|
Tipu Sultan, the great technologist and warrior who invented and first time used the iron- cased rockets
http://history.msfc.nasa.gov/rocketry/11.html
The English confrontation with Indian rockets came in 1780 at the Battle of Guntur. The closely massed, normally unflinching British troops broke and ran when the Indian Army laid down a rocket barrage in their midst.
Mysorean rockets were the first iron-cased rockets that were successfully deployed for military use. Hyder Ali, the 18th century ruler of Mysore, and his son and successor, Tipu Sultan used them effectively against the British East India Company. Their conflicts with the company exposed the British to this technology, which was then used to advance European rocketry with the development of the Congreve rocket.
http://en.wikipedia.org/wiki/Mysorean_rockets
A military tactic developed by Tipu Sultan and his father, Hyder Ali, was the use of mass attacks with rocket artillery brigades on infantry formations. Tipu Sultan wrote a military manual called Fathul Mujahidin in which 200 rocket men were prescribed to each Mysorean rocket artillery brigade known as Qushoon. Mysore had 16 to 24 Qushoons of infantry. The areas of town where rockets and fireworks were manufactured were known as Taramandal Pet (\"Galaxy Market\").
Hyder Ali and his son Tipu Sultan organized Rocket artillery brigades, or Qushoons, against the British East India Company during the Anglo-Mysore Wars. The rocket men were trained to launch their rockets at an angle calculated from the diameter of the cylinder and the distance of the target. In addition, wheeled rocket launchers capable of launching five to ten rockets almost simultaneously were used in war. Rockets could be of various sizes, but usually consisted of a tube of soft hammered iron about 8 inches (200 mm) long and 1.5 to 3 inches (38 to 76 mm) diameter, closed at one end and strapped to a shaft of bamboo about 4 ft long. The iron tube acted as a combustion chamber and contained well packed black powder propellant. A rocket carrying about one pound of powder could travel almost 1,000 yards (910 m).
In contrast, rockets in Europe, not being iron cased, could not take large chamber pressures and as a consequence were not capable of reaching distances anywhere near as great.[1] Hyder Ali\'s father, the Naik or chief constable at Budikote, commanded 50 rocketmen for the Nawab of Arcot. There was a regular Rocket Corps in the Mysore Army, beginning with about 1200 men in Hyder Ali\'s time. Hyder Ali introduced the first iron cased rockets in warfare.
http://en.wikipedia.org/wiki/Congreve_rocket
A revival commenced late in the 18th century in India. There Hyder Ali, prince of Mysore, developed war rockets with an important change: the use of metal cylinders to contain the combustion powder. Although the hammered soft iron he used was crude, the bursting strength of the container of black powder was much higher than the earlier paper construction. Thus a greater internal pressure was possible, with a resultant greater thrust of the propulsive jet.
The rocket body was lashed with leather thongs to a long bamboo stick. Range was perhaps up to three-quarters of a mile (more than a kilometre). Although individually these rockets were not accurate, dispersion error became less important when large numbers were fired rapidly in mass attacks. They were particularly effective against cavalry and were hurled into the air, after lighting, or skimmed along the hard dry ground. Hyder Ali’s son, Tippu Sultan, continued to develop and expand the use of rocket weapons, reportedly increasing the number of rocket troops from 1,200 to a corps of 5,000. In battles at Seringapatam in 1792 and 1799 these rockets were used with considerable effect against the British.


§ **WHAT YOU NEED TO DO**
Return every line from the records below with the string "lossen".

§ **DATA TO PROCESS**
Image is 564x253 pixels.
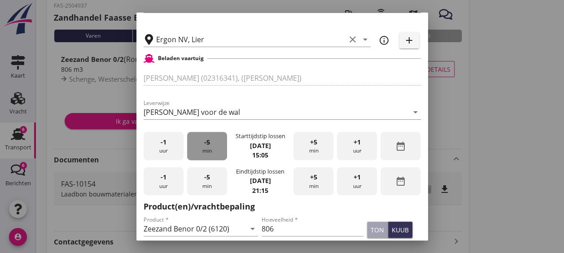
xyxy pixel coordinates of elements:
[337,167,377,196] div: uur
[247,223,258,234] i: arrow_drop_down
[367,222,388,238] button: ton
[337,132,377,160] div: uur
[370,225,384,235] div: ton
[161,137,166,147] span: -1
[395,176,406,187] i: date_range
[378,35,389,46] i: info_outline
[249,141,270,150] strong: [DATE]
[204,172,210,182] span: -5
[360,34,370,45] i: arrow_drop_down
[187,132,227,160] div: min
[261,222,363,236] input: Hoeveelheid *
[204,137,210,147] span: -5
[144,200,421,213] h2: Product(en)/vrachtbepaling
[310,137,317,147] span: +5
[144,132,183,160] div: uur
[144,167,183,196] div: uur
[353,137,361,147] span: +1
[395,141,406,152] i: date_range
[252,186,268,195] strong: 21:15
[347,34,358,45] i: clear
[158,54,204,62] h2: Beladen vaartuig
[392,225,409,235] div: kuub
[252,151,268,159] strong: 15:05
[293,132,333,160] div: min
[144,222,245,236] input: Product *
[293,167,333,196] div: min
[410,107,421,117] i: arrow_drop_down
[235,132,285,140] div: Starttijdstip lossen
[156,32,345,47] input: Losplaats
[236,167,284,176] div: Eindtijdstip lossen
[388,222,412,238] button: kuub
[404,35,414,46] i: add
[161,172,166,182] span: -1
[353,172,361,182] span: +1
[310,172,317,182] span: +5
[187,167,227,196] div: min
[144,108,240,116] div: [PERSON_NAME] voor de wal
[249,176,270,185] strong: [DATE]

§ **WRITTEN SOLUTION**
[235,132,285,140] div: Starttijdstip lossen
[236,167,284,176] div: Eindtijdstip lossen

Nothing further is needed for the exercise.